Problem For long patterns, or for large alphabets, the number representing a given string may be too large to be practical Solution Use MOD operation When MOD q, values will be < q Example BAN = 1 + 0 + 13 = 14 14 mod 13 = 1 BAN 1 CARD = 2 + 0 + 17 + 3 = 22 22 mod 13 = 9 CARD 9

Example
pattern P 3 1 4 1 5

mod 13 7

text T

2 3 5 9

0 2 3 1 4 1 5 2 6 7 mod 13 7 valid match


Comp 750, Fall 2009

3 9 9 2 1 mod 13 7

spurious hit
String Matching -

Searching
pattern is M characters long hash_p=hash value of pattern hash_t=hash value of first M letters in body of text do if (hash_p == hash_t) brute force comparison of pattern and selected section of text hash_t= hash value of next section of text, one character over while (end of text or brute force comparison == true)

Spurious Hits
Question
Does a hash value match mean that the patterns match?

Answer
No these are called spurious hits

Possible cases
MOD operation interfered with uniqueness of hash values
14 mod 13 = 1 27 mod 13 = 1 MOD value q is usually chosen as a prime such that 10q just fits within 1 computer word

Information is lost in generalization (addition)

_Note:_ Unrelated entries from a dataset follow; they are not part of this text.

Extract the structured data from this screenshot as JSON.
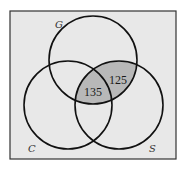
{
  "diagram": {
    "type": "venn",
    "background_color": "#e8e8e8",
    "shade_color": "#b8b8b8",
    "stroke_color": "#111111",
    "sets": [
      {
        "id": "G",
        "label": "G"
      },
      {
        "id": "C",
        "label": "C"
      },
      {
        "id": "S",
        "label": "S"
      }
    ],
    "regions": [
      {
        "sets": [
          "G",
          "S"
        ],
        "excluding": [
          "C"
        ],
        "value": "125",
        "shaded": true
      },
      {
        "sets": [
          "G",
          "C",
          "S"
        ],
        "value": "135",
        "shaded": true
      }
    ]
  }
}
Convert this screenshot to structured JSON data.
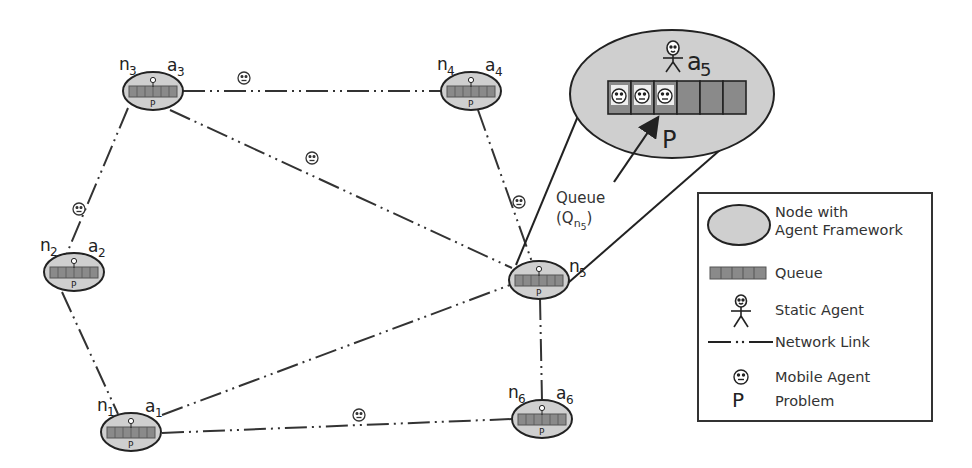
{
  "diagram": {
    "nodes": [
      {
        "id": "n1",
        "label": "n",
        "sub": "1",
        "agent": "a",
        "agent_sub": "1",
        "x": 131,
        "y": 432,
        "problem": "P"
      },
      {
        "id": "n2",
        "label": "n",
        "sub": "2",
        "agent": "a",
        "agent_sub": "2",
        "x": 74,
        "y": 272,
        "problem": "P"
      },
      {
        "id": "n3",
        "label": "n",
        "sub": "3",
        "agent": "a",
        "agent_sub": "3",
        "x": 153,
        "y": 91,
        "problem": "P"
      },
      {
        "id": "n4",
        "label": "n",
        "sub": "4",
        "agent": "a",
        "agent_sub": "4",
        "x": 471,
        "y": 91,
        "problem": "P"
      },
      {
        "id": "n5",
        "label": "n",
        "sub": "5",
        "agent": "a",
        "agent_sub": "5",
        "x": 539,
        "y": 280,
        "problem": "P"
      },
      {
        "id": "n6",
        "label": "n",
        "sub": "6",
        "agent": "a",
        "agent_sub": "6",
        "x": 542,
        "y": 419,
        "problem": "P"
      }
    ],
    "links": [
      {
        "from": "n3",
        "to": "n4",
        "mobile_agent": true,
        "agent_x": 244,
        "agent_y": 78
      },
      {
        "from": "n3",
        "to": "n2",
        "mobile_agent": true,
        "agent_x": 80,
        "agent_y": 209
      },
      {
        "from": "n3",
        "to": "n5",
        "mobile_agent": true,
        "agent_x": 312,
        "agent_y": 158
      },
      {
        "from": "n4",
        "to": "n5",
        "mobile_agent": true,
        "agent_x": 520,
        "agent_y": 202
      },
      {
        "from": "n2",
        "to": "n1",
        "mobile_agent": false
      },
      {
        "from": "n1",
        "to": "n5",
        "mobile_agent": false
      },
      {
        "from": "n1",
        "to": "n6",
        "mobile_agent": true,
        "agent_x": 360,
        "agent_y": 415
      },
      {
        "from": "n5",
        "to": "n6",
        "mobile_agent": false
      }
    ],
    "zoom_view": {
      "of_node": "n5",
      "agent": "a",
      "agent_sub": "5",
      "queue_slots": 6,
      "queue_filled": 3,
      "problem": "P"
    },
    "callout": {
      "line1": "Queue",
      "line2_prefix": "(Q",
      "line2_sub": "n",
      "line2_subsub": "5",
      "line2_suffix": ")"
    }
  },
  "legend": {
    "items": [
      {
        "symbol": "node-ellipse",
        "label_line1": "Node with",
        "label_line2": "Agent Framework"
      },
      {
        "symbol": "queue-bar",
        "label_line1": "Queue"
      },
      {
        "symbol": "static-agent",
        "label_line1": "Static Agent"
      },
      {
        "symbol": "network-link",
        "label_line1": "Network Link"
      },
      {
        "symbol": "mobile-agent",
        "label_line1": "Mobile Agent"
      },
      {
        "symbol": "problem-P",
        "label_line1": "Problem",
        "glyph": "P"
      }
    ]
  },
  "colors": {
    "node_fill": "#cfcfcf",
    "queue_fill": "#8a8a8a",
    "stroke": "#222222",
    "background": "#ffffff"
  }
}
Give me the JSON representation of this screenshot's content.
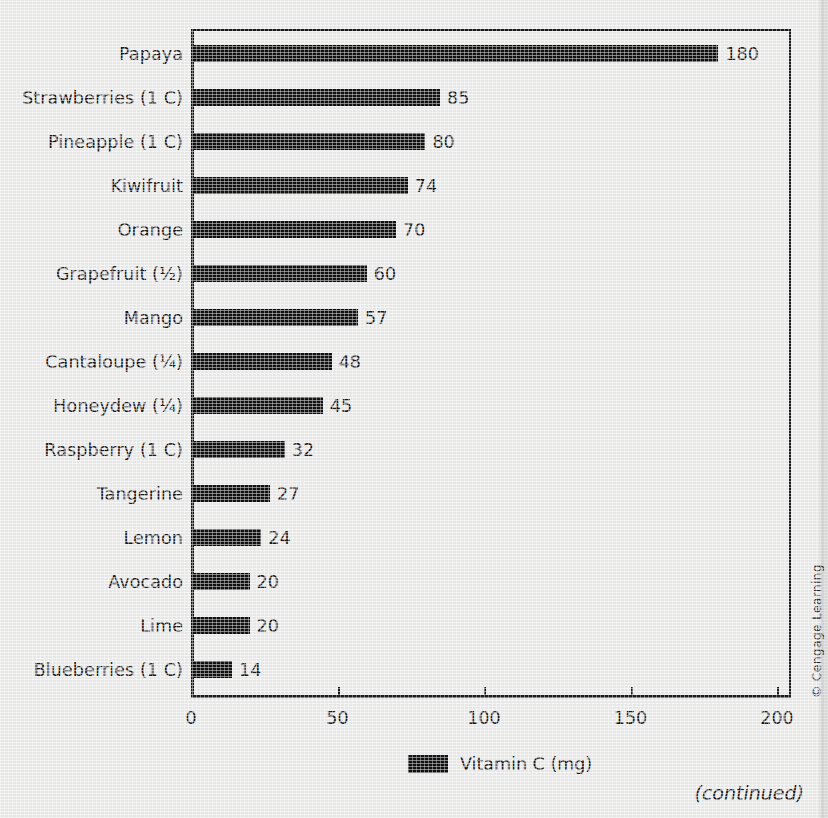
{
  "figure": {
    "credit": "© Cengage Learning",
    "continued_note": "(continued)"
  },
  "legend": {
    "label": "Vitamin C (mg)",
    "swatch_color": "#111111"
  },
  "axis": {
    "x_tick_labels": [
      "0",
      "50",
      "100",
      "150",
      "200"
    ],
    "x_ticks": [
      0,
      50,
      100,
      150,
      200
    ]
  },
  "chart_data": {
    "type": "bar",
    "orientation": "horizontal",
    "title": "",
    "subtitle": "",
    "xlabel": "Vitamin C (mg)",
    "ylabel": "",
    "xlim": [
      0,
      200
    ],
    "xticks": [
      0,
      50,
      100,
      150,
      200
    ],
    "grid": false,
    "legend": [
      "Vitamin C (mg)"
    ],
    "legend_position": "bottom-center",
    "bar_color": "#111111",
    "value_labels": true,
    "categories": [
      "Papaya",
      "Strawberries (1 C)",
      "Pineapple (1 C)",
      "Kiwifruit",
      "Orange",
      "Grapefruit (½)",
      "Mango",
      "Cantaloupe (¼)",
      "Honeydew (¼)",
      "Raspberry (1 C)",
      "Tangerine",
      "Lemon",
      "Avocado",
      "Lime",
      "Blueberries (1 C)"
    ],
    "values": [
      180,
      85,
      80,
      74,
      70,
      60,
      57,
      48,
      45,
      32,
      27,
      24,
      20,
      20,
      14
    ],
    "value_text": [
      "180",
      "85",
      "80",
      "74",
      "70",
      "60",
      "57",
      "48",
      "45",
      "32",
      "27",
      "24",
      "20",
      "20",
      "14"
    ],
    "annotations": [
      "© Cengage Learning",
      "(continued)"
    ]
  }
}
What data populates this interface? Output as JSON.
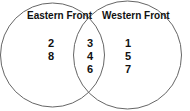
{
  "diagram": {
    "type": "venn",
    "sets": [
      {
        "label": "Eastern Front",
        "only": [
          "2",
          "8"
        ]
      },
      {
        "label": "Western Front",
        "only": [
          "1",
          "5",
          "7"
        ]
      }
    ],
    "intersection": [
      "3",
      "4",
      "6"
    ],
    "stroke_color": "#666666"
  }
}
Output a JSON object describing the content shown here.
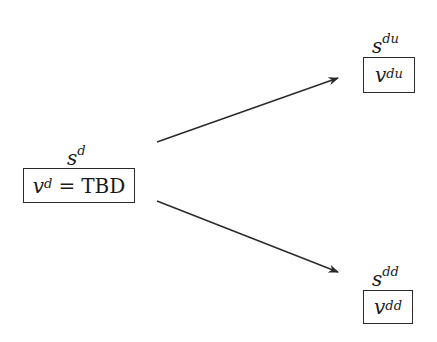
{
  "nodes": {
    "root": {
      "state_label": "s",
      "state_sup": "d",
      "value_var": "v",
      "value_sup": "d",
      "equals": "=",
      "value": "TBD"
    },
    "up": {
      "state_label": "s",
      "state_sup": "du",
      "value_var": "v",
      "value_sup": "du"
    },
    "down": {
      "state_label": "s",
      "state_sup": "dd",
      "value_var": "v",
      "value_sup": "dd"
    }
  },
  "edges": [
    {
      "from": "root",
      "to": "up"
    },
    {
      "from": "root",
      "to": "down"
    }
  ],
  "colors": {
    "stroke": "#2a2a2a",
    "background": "#ffffff"
  }
}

BAN 1 + 0 + 13 = 14 CAM 2 + 0 + 12 = 14

Assume each character is digit in radix-d notation (e.g. d=10) p = decimal value of pattern ts = decimal value of substring T[s+1..s+m] for s = 0,1...,n-m

s = a valid shift
We never explicitly compute a new value. We simply adjust the existing value as we move over one character.

Code
RABIN-KARP-MATCHER( T, P, d, q ) n length[ T ] m length[ P ] h dm-1mod q p0 t0 0 for i 1 to m Preprocessing do p ( d*p + P[ i ] ) mod q t0 ( d*t0 + T[ i ] ) mod q for s 0 to n m Matching do if p = ts then if P[ 1..m ] = T[ s+1 .. s+m ] then print Pattern occurs with shift s if s < n m then ts +1 ( d * ( ts T[ s + 1 ] * h ) + T[ s + m + 1 ] ) mod q

Performance
Preprocessing (determining each pattern hash) ( m ) Worst case running time ( (n-m+1)m ) No better than nave method Expected case If we assume the number of hits is constant compared to n, we expect O( n ) Only pattern-match hits not all shifts

Rabin-Karp Complexity
If a sufficiently large prime number is used for the hash function, the hashed values of two different patterns will usually be distinct. If this is the case, searching takes O(N) time, where N is the number of characters in the larger body of text. It is always possible to construct a scenario with a worst case complexity of O(MN). This, however, is likely to happen only if the prime number used for hashing is small.